Yet in many communities I have worked with across India, girls are still fighting for access to something far more basic: a stable internet connection, a digital device of their own, and the freedom to exist safely online.
The conversation around AI often assumes participation. Millions of girls have not even been allowed entry into the digital world shaping it.
As someone who has spent over ten years working at the intersection of gender equality, education and youth leadership, I have seen firsthand how digital inequality quietly determines who gets access to opportunity and who gets left behind.
In rural and underserved communities, technology is still viewed as an investment more “useful” for boys. Girls are expected to adapt around limited access, shared devices, domestic responsibilities and social restrictions that continue to shape their relationship with education and innovation.
Now, as artificial intelligence rapidly transforms economies and institutions, these inequalities are not disappearing. They are accelerating.
The world often presents AI as a neutral tool capable of democratizing opportunity. But technology is never truly neutral when the societies building it are unequal.
Artificial intelligence systems learn from existing data, structures and human behavior. When women and girls, particularly from the Global South, remain excluded from digital spaces, their realities become invisible within the systems increasingly shaping public life.

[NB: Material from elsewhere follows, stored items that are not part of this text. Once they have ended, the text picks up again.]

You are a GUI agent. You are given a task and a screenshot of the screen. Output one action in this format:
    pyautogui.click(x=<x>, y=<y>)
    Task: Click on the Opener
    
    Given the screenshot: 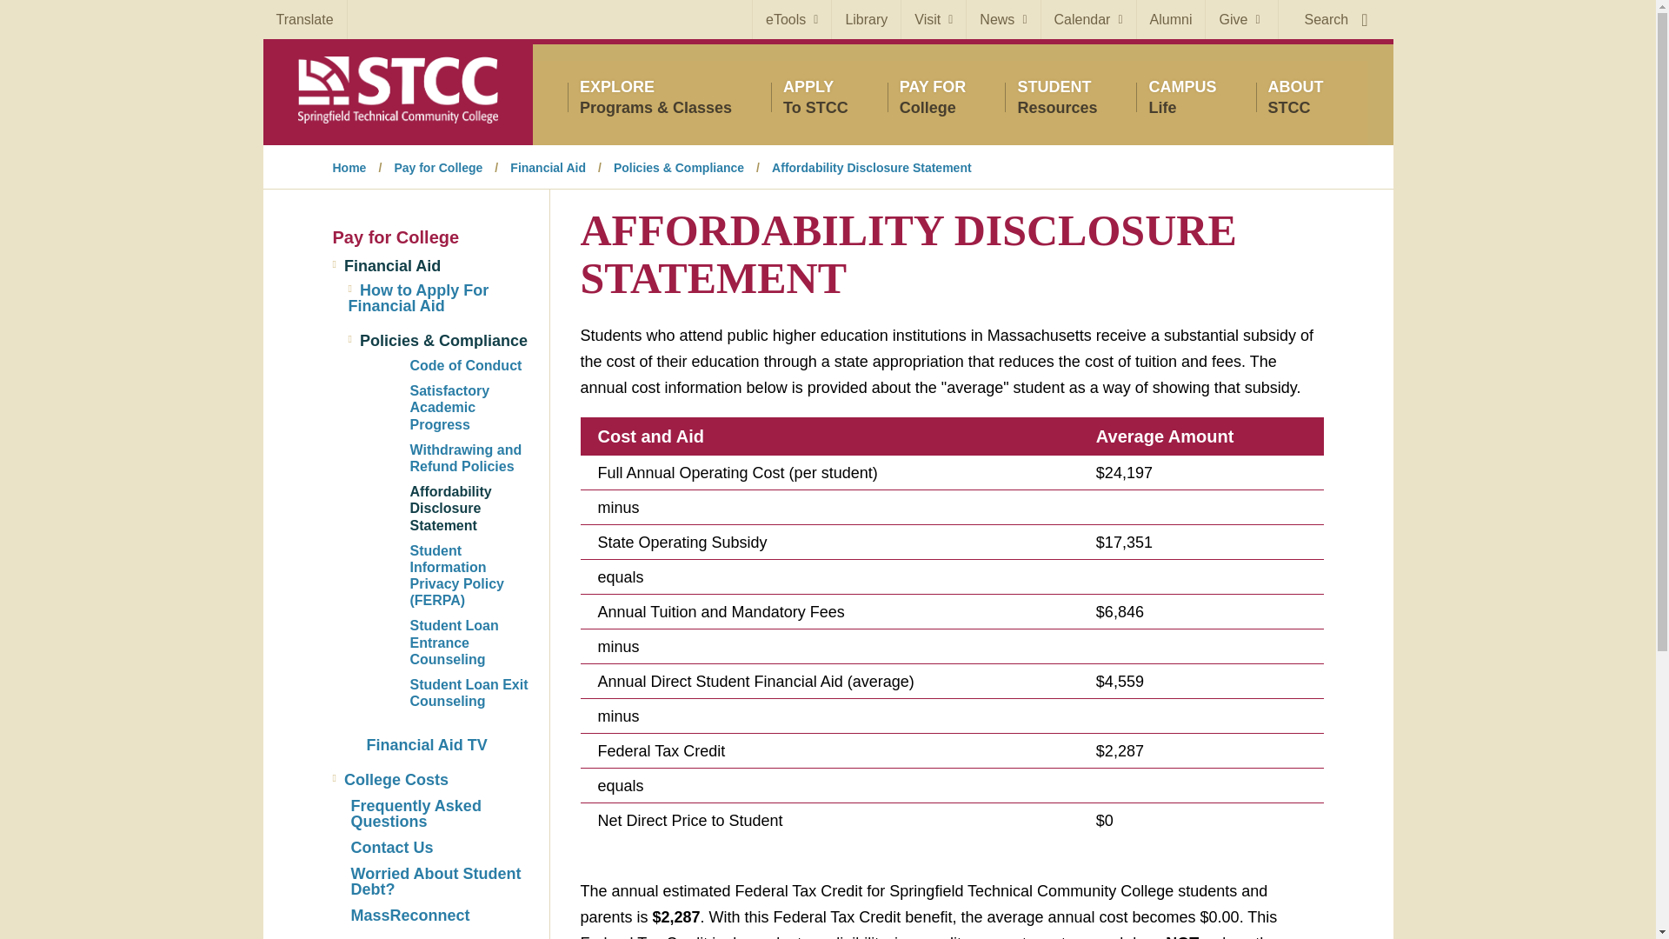 What is the action you would take?
    pyautogui.click(x=934, y=19)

Who builds technology matters. Whose language is represented matters. Whose experiences are included in datasets matters.
Today, most AI systems continue to be dominated by English-language data and perspectives from wealthier regions of the world. Meanwhile, millions of young people across the Global South navigate digital ecosystems that do not fully recognize their cultural contexts, languages or lived experiences.
The result is not only technological exclusion, but a growing concentration of power in the hands of those already privileged enough to shape innovation.
This is especially dangerous for girls.
Across many communities, girls are encouraged to consume technology but rarely empowered to build it. They are taught digital skills as users, not innovators. Even when girls enter STEM spaces, they continue to face barriers ranging from online harassment and safety concerns to lack of mentorship, representation and institutional support. Too many young women still grow up believing technology is something created elsewhere, by someone else, for someone else.
At the same time, the future of work is increasingly tied to AI literacy, digital adaptability and technological fluency. If girls are excluded from these systems today, they risk being excluded from future economies altogether.
The AI divide is quickly becoming an economic divide, a leadership divide and ultimately a power divide.
What concerns me most is that conversations around inclusion often remain performative. Young people, particularly girls from the Global South, are frequently invited into global discussions as symbols of resilience and inspiration, while decisions around technology governance, investment and infrastructure continue to happen without them. Representation without structural access changes very little.
Real inclusion requires far more than symbolic participation. It requires investment in digital infrastructure, accessible internet, localized and multilingual AI systems, online safety protections, and meaningful pathways for girls to lead within STEM and technology spaces. It also requires governments, institutions and technology companies to stop treating gender equality as a side conversation rather than a foundational requirement for ethical innovation.
We cannot build an equitable technological future while half the world is still struggling to access the digital present.
Artificial intelligence will shape how societies learn, work, communicate and govern for decades to come. But if existing inequalities remain unaddressed, AI risks scaling the same exclusions the world claims it wants to solve.
The question is no longer whether AI will define the future. The question is who gets to shape that future and who remains digitally invisible within it.